For Singapore and its neighbours, emissions from shipping have a tangible impact on premature deaths in coastal regions. As well as improving the health of their populations, nations could find commercial benefits from a move to less polluting fuels for shipping.
“Countries like China, Malaysia, Indonesia, and Australia could win twice by producing and selling renewable marine fuels at their ports: first by reducing local air and water pollution and second by capturing the economic benefits of new renewable marine fuel markets,” said the report.
The incentive to develop bunkering infrastructure is further improved by the nature of future fuels for the maritime industry; the power density of residual fuels means some container ships can sail for three months before bunkering, but the lower power density of future fuel contenders like LNG, methanol, ammonia and hydrogen may mean ships need to bunker more frequently and in more locations.
“As the preeminent seller of bunker fuel globally, Singapore will need to transition to low-carbon bunkering if it wants to remain an important bunkering port… Several steps should be considered.

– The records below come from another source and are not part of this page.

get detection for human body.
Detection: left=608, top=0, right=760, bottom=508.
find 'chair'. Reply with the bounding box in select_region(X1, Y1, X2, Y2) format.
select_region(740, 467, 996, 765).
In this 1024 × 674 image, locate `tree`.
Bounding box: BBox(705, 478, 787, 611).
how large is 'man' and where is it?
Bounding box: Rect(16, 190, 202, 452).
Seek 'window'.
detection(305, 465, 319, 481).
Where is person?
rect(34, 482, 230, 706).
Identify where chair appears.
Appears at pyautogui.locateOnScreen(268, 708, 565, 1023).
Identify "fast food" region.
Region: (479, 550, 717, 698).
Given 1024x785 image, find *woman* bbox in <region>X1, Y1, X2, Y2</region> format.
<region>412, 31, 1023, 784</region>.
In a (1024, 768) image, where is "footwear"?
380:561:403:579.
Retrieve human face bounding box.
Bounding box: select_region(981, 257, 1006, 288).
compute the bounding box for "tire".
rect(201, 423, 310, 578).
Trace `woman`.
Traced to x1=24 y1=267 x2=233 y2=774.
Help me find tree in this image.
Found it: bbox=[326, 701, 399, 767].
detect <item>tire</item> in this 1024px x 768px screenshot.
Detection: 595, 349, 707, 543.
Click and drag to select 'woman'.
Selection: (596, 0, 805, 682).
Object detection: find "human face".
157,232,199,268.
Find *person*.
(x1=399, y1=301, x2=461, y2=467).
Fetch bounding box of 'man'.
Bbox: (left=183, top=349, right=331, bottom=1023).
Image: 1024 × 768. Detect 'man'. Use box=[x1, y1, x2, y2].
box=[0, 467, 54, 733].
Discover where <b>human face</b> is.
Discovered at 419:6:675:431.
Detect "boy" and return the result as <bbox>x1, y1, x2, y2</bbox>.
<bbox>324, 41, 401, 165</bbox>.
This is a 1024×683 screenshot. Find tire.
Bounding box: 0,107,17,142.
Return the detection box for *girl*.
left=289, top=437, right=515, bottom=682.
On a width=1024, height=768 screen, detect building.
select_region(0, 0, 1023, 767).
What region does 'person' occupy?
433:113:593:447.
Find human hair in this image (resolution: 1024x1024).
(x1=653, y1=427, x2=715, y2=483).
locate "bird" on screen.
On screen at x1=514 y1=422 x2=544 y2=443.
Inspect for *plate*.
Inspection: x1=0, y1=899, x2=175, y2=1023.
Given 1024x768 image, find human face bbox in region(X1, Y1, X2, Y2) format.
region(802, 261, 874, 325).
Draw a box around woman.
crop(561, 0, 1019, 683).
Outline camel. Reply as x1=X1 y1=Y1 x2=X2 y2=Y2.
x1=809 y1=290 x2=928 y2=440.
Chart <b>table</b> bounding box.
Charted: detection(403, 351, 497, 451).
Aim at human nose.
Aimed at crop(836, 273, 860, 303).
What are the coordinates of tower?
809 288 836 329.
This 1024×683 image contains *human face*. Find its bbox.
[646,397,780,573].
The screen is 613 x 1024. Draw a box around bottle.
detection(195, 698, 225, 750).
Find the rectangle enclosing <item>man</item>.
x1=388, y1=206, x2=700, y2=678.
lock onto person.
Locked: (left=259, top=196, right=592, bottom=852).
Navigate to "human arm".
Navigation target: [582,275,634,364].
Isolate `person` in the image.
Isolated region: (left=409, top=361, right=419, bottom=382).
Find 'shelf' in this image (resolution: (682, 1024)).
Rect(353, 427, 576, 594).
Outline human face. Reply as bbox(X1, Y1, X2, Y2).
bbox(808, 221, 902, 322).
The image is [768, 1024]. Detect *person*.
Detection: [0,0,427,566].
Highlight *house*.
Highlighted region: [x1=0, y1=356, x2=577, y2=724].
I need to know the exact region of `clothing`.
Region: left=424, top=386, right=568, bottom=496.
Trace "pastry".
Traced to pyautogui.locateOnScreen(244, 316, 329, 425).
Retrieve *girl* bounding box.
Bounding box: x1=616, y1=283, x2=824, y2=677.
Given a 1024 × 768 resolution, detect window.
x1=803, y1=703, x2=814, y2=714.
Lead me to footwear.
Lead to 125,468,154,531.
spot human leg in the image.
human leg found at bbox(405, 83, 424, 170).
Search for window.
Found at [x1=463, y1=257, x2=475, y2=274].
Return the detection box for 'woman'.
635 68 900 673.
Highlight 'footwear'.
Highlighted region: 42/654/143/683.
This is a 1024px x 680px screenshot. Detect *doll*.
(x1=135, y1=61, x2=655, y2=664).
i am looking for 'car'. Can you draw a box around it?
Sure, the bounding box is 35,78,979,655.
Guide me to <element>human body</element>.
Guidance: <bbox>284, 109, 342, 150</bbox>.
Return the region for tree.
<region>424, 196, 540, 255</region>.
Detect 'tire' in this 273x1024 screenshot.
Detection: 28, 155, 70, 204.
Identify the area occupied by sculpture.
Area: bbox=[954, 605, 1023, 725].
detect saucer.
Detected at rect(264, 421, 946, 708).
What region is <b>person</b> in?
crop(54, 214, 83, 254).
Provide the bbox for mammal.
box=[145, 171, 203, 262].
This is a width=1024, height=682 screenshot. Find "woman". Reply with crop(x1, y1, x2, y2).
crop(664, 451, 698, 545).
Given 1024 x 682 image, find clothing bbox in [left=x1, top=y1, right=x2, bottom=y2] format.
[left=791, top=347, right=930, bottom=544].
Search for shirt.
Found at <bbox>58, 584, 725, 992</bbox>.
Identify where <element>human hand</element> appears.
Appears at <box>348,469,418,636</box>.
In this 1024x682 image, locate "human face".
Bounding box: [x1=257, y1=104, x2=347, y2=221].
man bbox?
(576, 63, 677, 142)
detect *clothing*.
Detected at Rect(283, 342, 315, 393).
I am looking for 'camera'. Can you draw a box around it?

Singapore could halt further investment in fossil fuel bunkering infrastructure, for example by no longer registering new fossil fuel bunker barges.” said the study.
The report also suggested that Singapore advance green shipping corridors. “Relevant corridors may be along northward along coastal China and then extending to East Asia; westward to India, the Middle East, and then Europe; and throughout the ASEAN region to Australia (IAP, 2021). International agreements like the 2021 Clydebank Declaration could help structure that involvement.”
The full report is available to download from the ICCT website.